Growth-plate areas in engineering organisations are the teams growing fastest and handling the most critical scaling challenges — and simultaneously the most structurally fragile. Standard management breaks down there, requiring explicit recognition and different norms.

Growth Plates

In child development, growth plates are cartilaginous zones at bone ends that are most active during growth and simultaneously most structurally vulnerable. Vulnerability is intrinsic to the function: rapid growth temporarily sacrifices structural integrity.

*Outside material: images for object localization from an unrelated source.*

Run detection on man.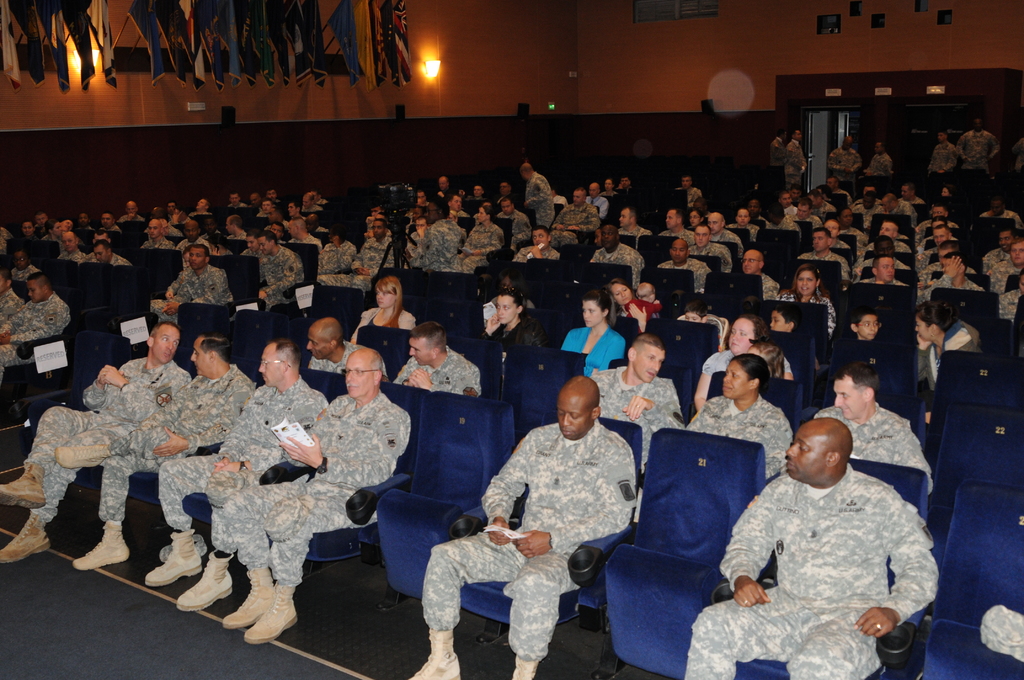
Result: 826/180/852/201.
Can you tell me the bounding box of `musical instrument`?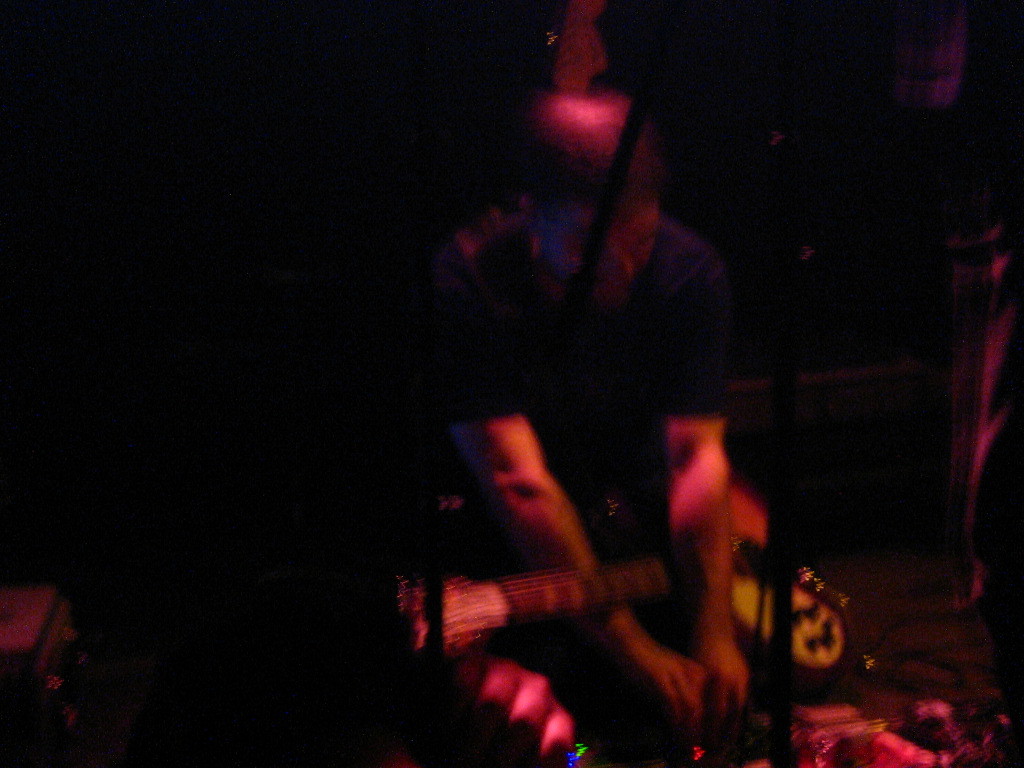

Will Larson applies this metaphor to engineering organisations. During rapid company growth, certain teams become growth plates — growing fastest, handling the most critical scaling challenges, and simultaneously most fragile.

Characteristics of Growth-Plate Areas

  • Headcount growing faster than the organisation can effectively onboard
  • Manager-to-engineer ratios exceed the healthy range rapidly
  • Normal management cadences (1:1s, sprint planning, roadmapping) are too slow or too heavy
  • Documentation, process, and culture cannot keep pace with headcount growth
  • The manager becomes a bottleneck — decision-making can’t centralise fast enough, but decentralisation hasn’t been established

Why Standard Management Breaks Down

  • New hires overwhelm existing cultural norms before absorbing them
  • Problems often have unknown solutions — unlike stable environments where playbooks exist
  • Technical debt accumulates faster than it can be addressed
  • The dominant management currency shifts from ideas and strategy to execution at pace

Larson’s Guidance for Growth Plates

  1. Recognise the state explicitly — treat it differently from normal operational mode
  2. Hire a dedicated leader with explicit authority and resources for the area
  3. Accept temporary dysfunction as the cost of growth; don’t enforce stable-environment standards
  4. Set a time horizon — “We accept this chaos for six months, then we stabilise” — and prepare for the transition out

The Transition Risk

Growth-plate teams build habits that work at high-growth speed: informality, speed over process, improvisation over playbook. When growth slows, those habits become dysfunctional. Teams that stabilise must actively unlearn the growth-plate mode — this requires explicit management, not the assumption that stability will self-organise.

Sources

Note

This content was drafted with assistance from AI tools for research, organization, and initial content generation. All final content has been reviewed, fact-checked, and edited by the author to ensure accuracy and alignment with the author’s intentions and perspective.